Most of us will have noticed that Canadian Thanksgiving comes well in advance of our neighbours to the south, and for all the predictable reasons: colder climate, earlier harvest, and that persistant urge to accomplish something (anything) before “they” do. But the history of our Thanksgiving is stuffed with surprises.
We did actually have the FIRST Thanksgiving, a full 43 years before the pilgims at Plymouth Rock, but, in true Canadian fashion, there was something wrong with it. That first North American Thanksgiving would have been “celebrated” in sub-zero temperatures on a barren, windswept moonscape by a muttering, mutinous crowd wondering whether “the chief” had all his marbles.
In 1576, Sir Martin Frobisher set out to find the Spice Islands.

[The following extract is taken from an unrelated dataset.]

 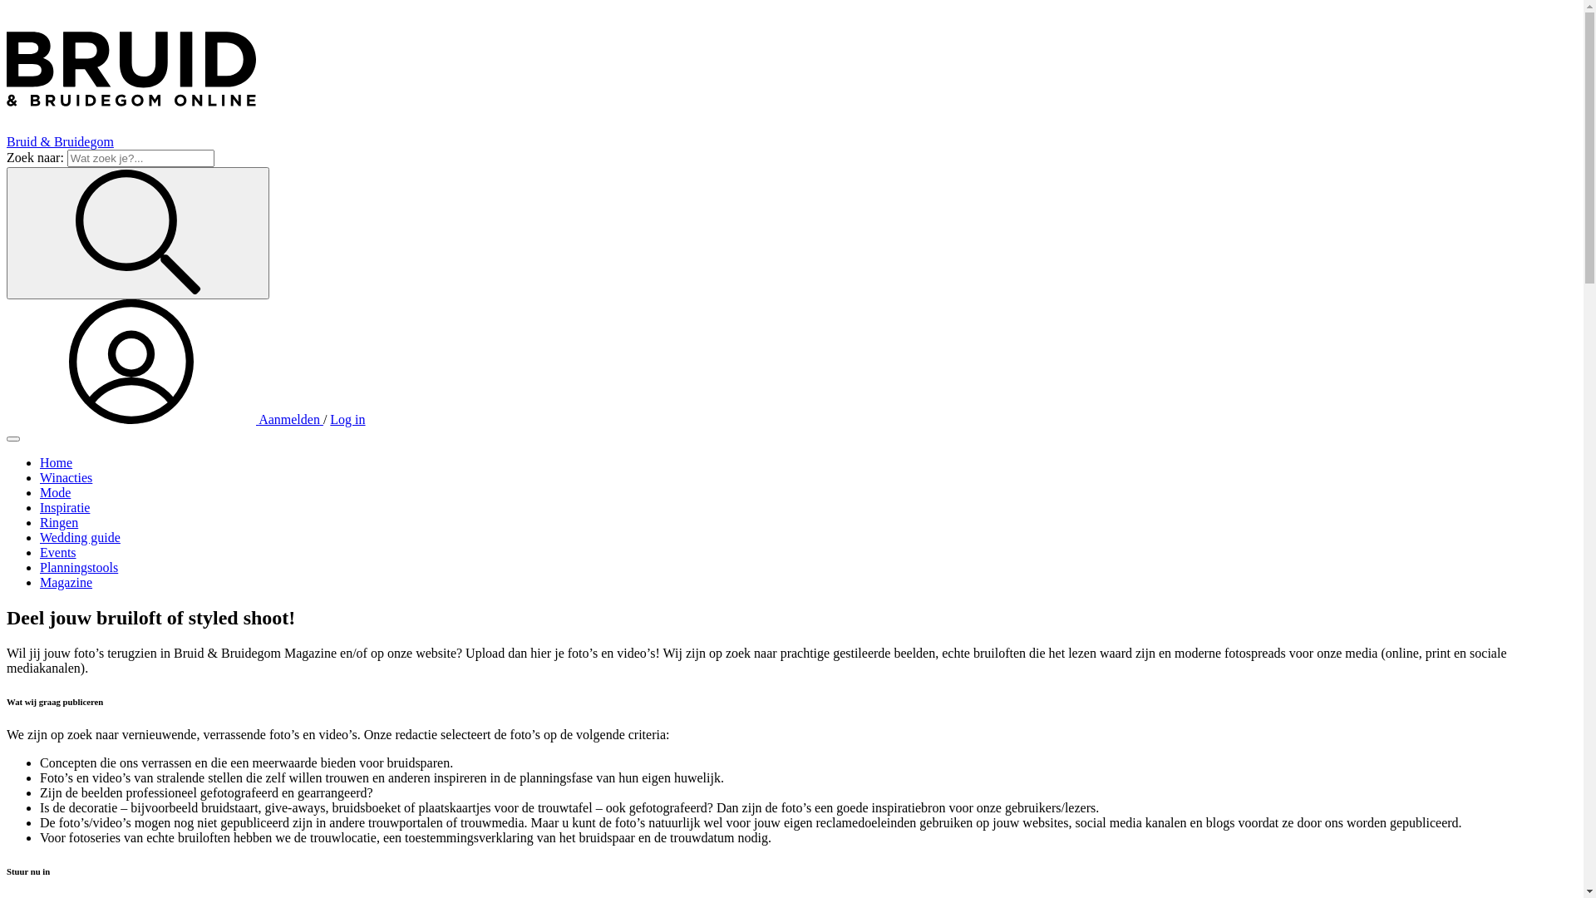 What do you see at coordinates (58, 552) in the screenshot?
I see `Events` at bounding box center [58, 552].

He landed instead on Baffin Island. The complete absence of trees and a pitiless terrain of unrelieved rock and permafrost barely dampened his determination to establish the first English settlement in North America. Not yet disabused of his perennial optimism, he spent two years mining “gold ore”. When it was well and duly hauled back to England, it assayed out as iron pyrite. Fool’s Gold.

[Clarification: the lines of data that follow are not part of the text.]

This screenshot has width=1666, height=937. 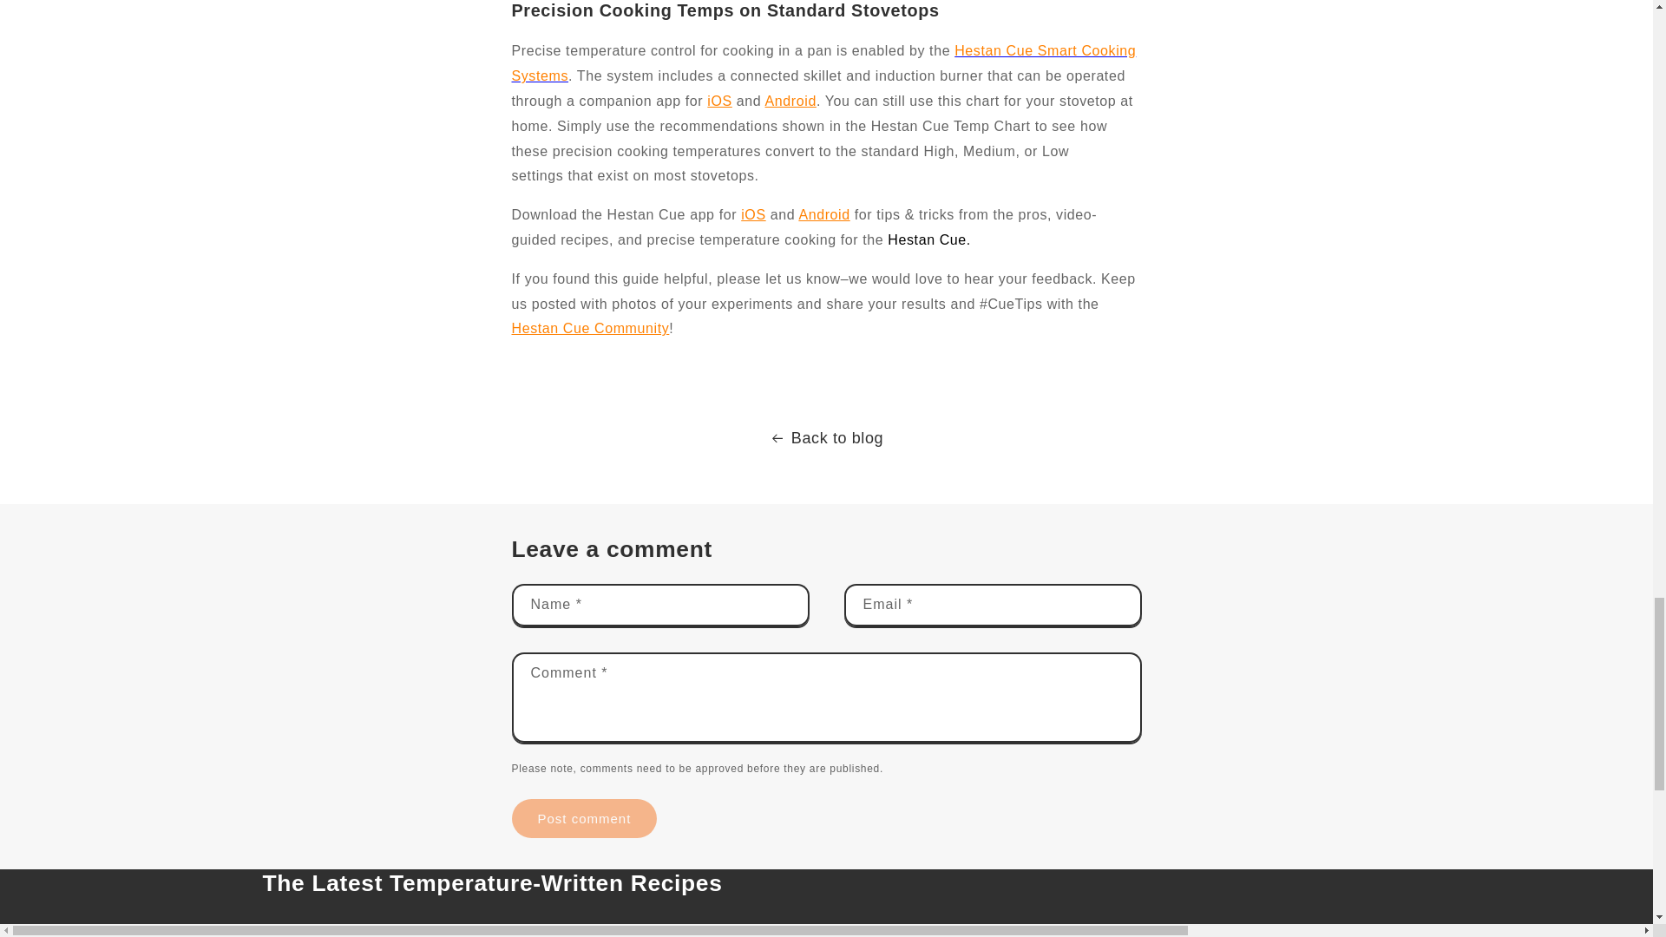 I want to click on cue cooking systems, so click(x=823, y=62).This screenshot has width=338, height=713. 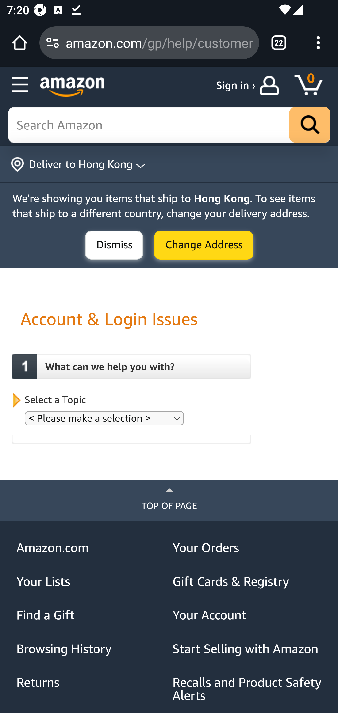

By 1710 we were back on track with this Thanksgiving thing. Records at Port Royal, Nova Scotia, note an October 10 thanksgiving celebration to mark the return of the town to the English. In 1763, Halifax celebrated the end of the Seven Years War with a similar ceremony.

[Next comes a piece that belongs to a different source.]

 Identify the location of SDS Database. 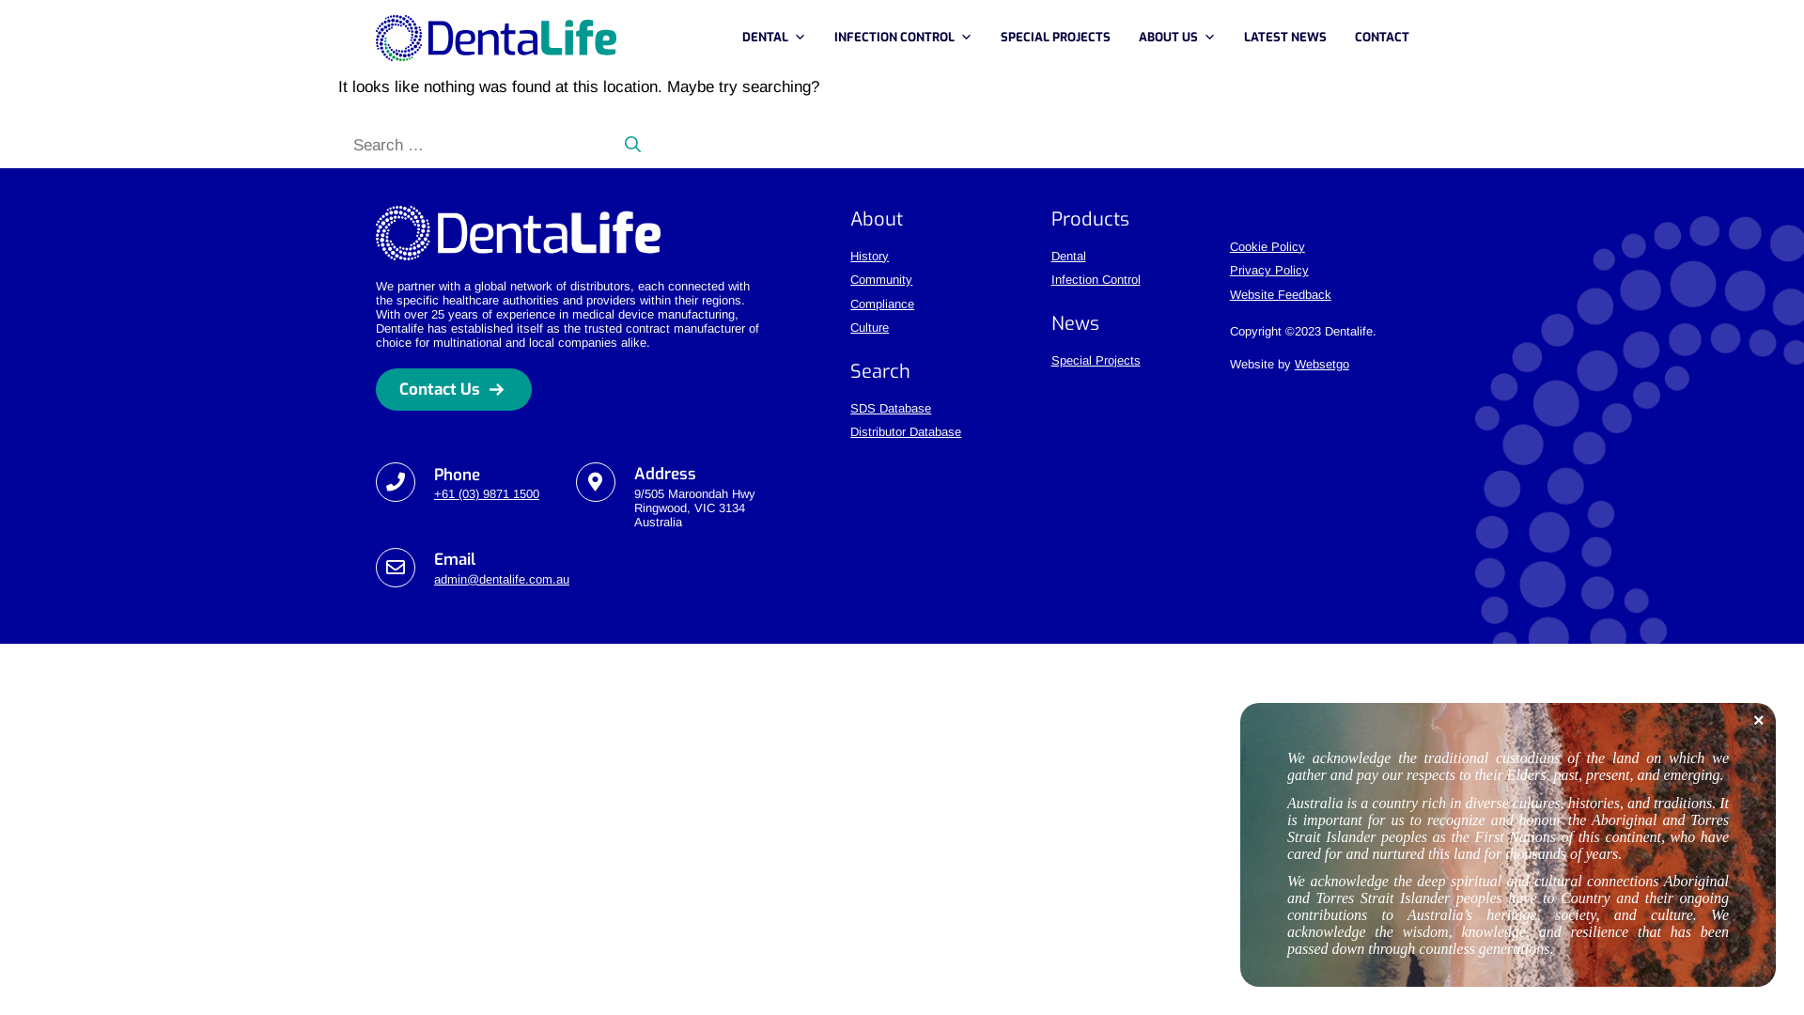
(891, 408).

In 1879, Parliament formally declared November 6 as a day of Thanksgiving, and so it remained until after the Armistice of WWI, when Thanksgiving and Remembrance Day would have conflicted thematically during the same week.
When Thanksgiving was assigned to its present second Monday in October, former Ontario Premier E.C. Drury, head of the United Farmers of Ontario, decried the move as a ploy by city-dwellers to move a farmer’s holiday “up” the calendar so they could enjoy a long weekend while the weather was likely to still be fine (at the farmer’s expense). Canadian – eh?